• [Work instruction] Pictures do not belong in the copy; print every entry exactly as it stands.

• [Source material]
──────

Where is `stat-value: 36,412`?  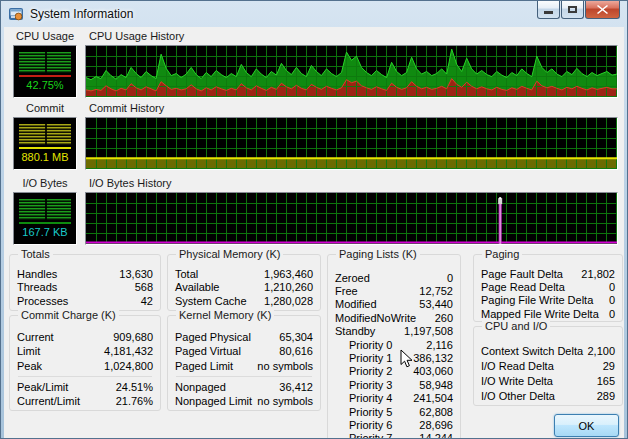
stat-value: 36,412 is located at coordinates (296, 387).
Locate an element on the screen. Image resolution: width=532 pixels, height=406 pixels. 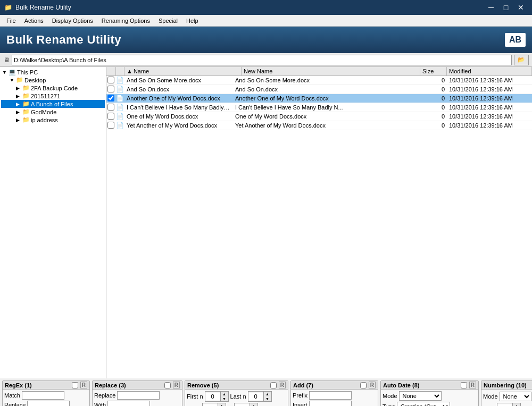
remove-to-spin: ▲ ▼ is located at coordinates (246, 404).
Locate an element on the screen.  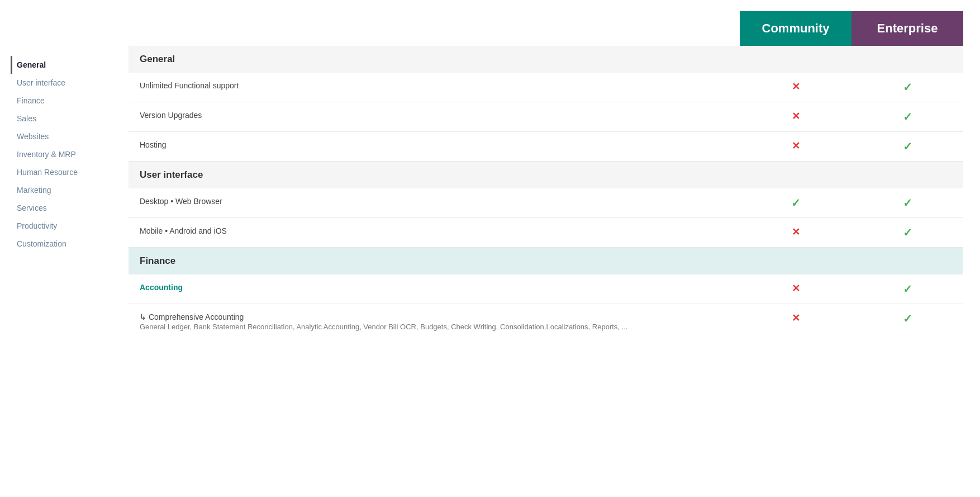
feature-name: Desktop • Web Browser is located at coordinates (181, 201).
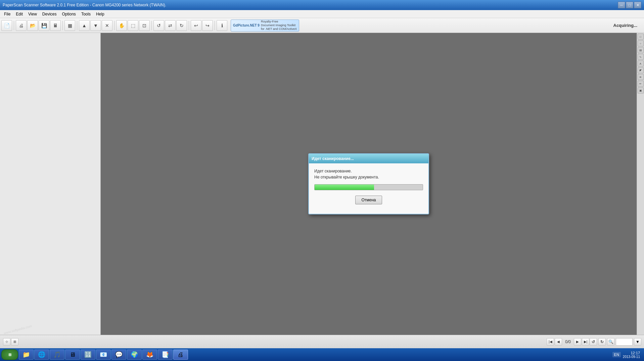 This screenshot has width=644, height=361. I want to click on right-tool-7: ≋, so click(641, 77).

──────

• [Task output]
Where is `stat-value: 36,412`?  
stat-value: 36,412 is located at coordinates (296, 387).
Locate an element on the screen. Image resolution: width=532 pixels, height=406 pixels. 
remove-to-spin: ▲ ▼ is located at coordinates (246, 404).
Locate an element on the screen.  
feature-name: Desktop • Web Browser is located at coordinates (181, 201).
 This screenshot has width=644, height=361. I want to click on right-tool-7: ≋, so click(641, 77).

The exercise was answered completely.